SEBI has issued notices to five major Indian companies, including United Spirits, Unitech, Essar, GMR and Sterlite on suspicion of price manipulation actions and operations insider trading, with funds parked abroad.
The opinion is based on the report sent by the UK market regulator, the Financial Services Authority (FSA) in 2010, targeting the international bank UBS. The latter is a financial services company, whose headquarters are in Basel and Zurich, Switzerland. It is the largest bank in asset management in Europe (Private Wealth Management). Its main activities are private banking, investment banking and asset management.
SEBI is trying to determine whether there has been connection between UBS and the five Indian entities, whether these have raised funds abroad through external commercial borrowings and other instruments, then use the scheme the "round-tripping", that is to say, using an investment fund to invest in shares in India between 2005 and 2008. round-tripping is a step to get out of a country's capital in this case India, then reinvest through a foreign entity (eg Mauritius), and while taking advantage of tax incentives offered by the offshore center where the entity is registered.
According to the Times of India, the Mauritian financial center which is believed to have been used as a medium of investment for these operations alleged round-tripping.
Recall that the same report the FSA had brought SEDI investigate the Anil Dhirubhai Ambani Group (ADAG), believed to have used a based in Mauritius to illegal investments in another group company funds. But no prosecution was initiated, as the regulator and ADAG had agreed through a consent procedure in early 2011. Conversely, two ADAG companies, namely Reliance Infrastructure and Reliance Natural Resources have spent about Rs 250 million as consent fee. "Consent does not imply acceptance or opposition to the charges," the newspaper The Hindu.
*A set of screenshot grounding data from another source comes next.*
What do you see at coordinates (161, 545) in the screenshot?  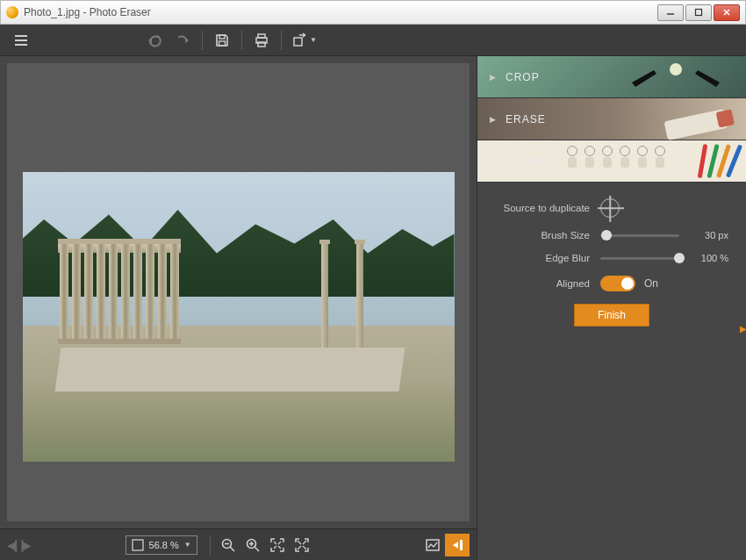 I see `zoom-display: 56.8 % ▼` at bounding box center [161, 545].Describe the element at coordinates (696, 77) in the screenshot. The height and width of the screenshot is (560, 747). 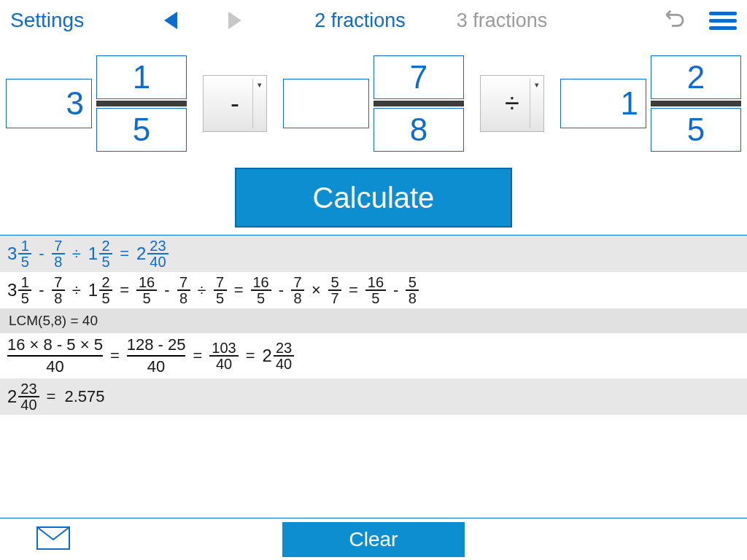
I see `numerator-3-input: 2` at that location.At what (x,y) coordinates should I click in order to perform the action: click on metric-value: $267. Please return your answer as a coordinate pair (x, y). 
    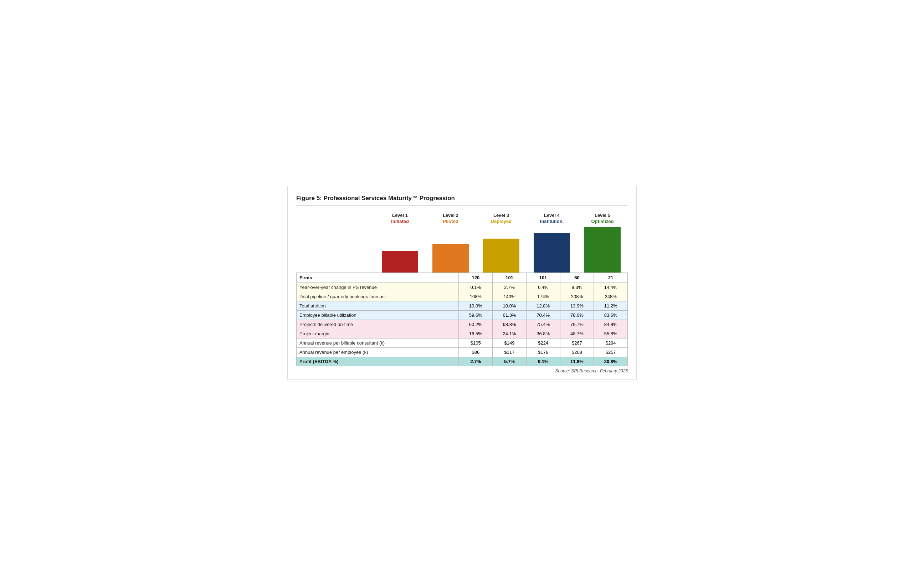
    Looking at the image, I should click on (577, 343).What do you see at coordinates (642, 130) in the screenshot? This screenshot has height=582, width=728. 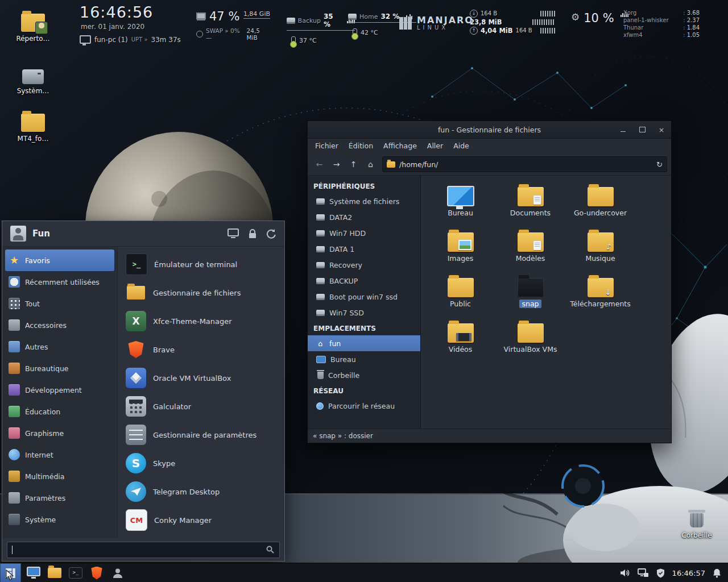 I see `maximize-button` at bounding box center [642, 130].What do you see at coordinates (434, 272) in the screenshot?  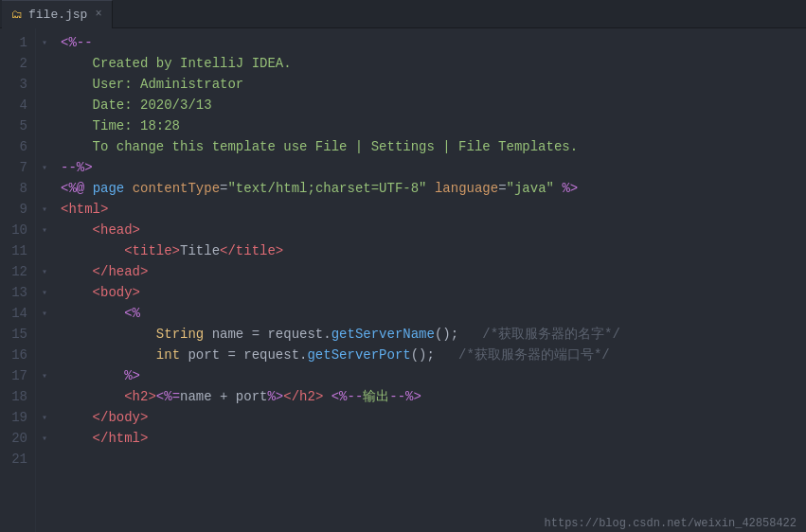 I see `code-line-12: </head>` at bounding box center [434, 272].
This is not the first time that Mauritius is quoted in a case of round-tripping. At the beginning of the year, the Minister Cader Sayed-Hossen, who was on mission in India, recalled that "when funds flow through several countries, it is very difficult for anyone to identify the original source of money. But original sin is a system that allows that kind of money without control. "While insisting that Mauritius does not allow operations" round-tripping ". " There has been a lot of talk about round tripping by Indian entities operating from Mauritius, but nothing has ever been proved " he had said.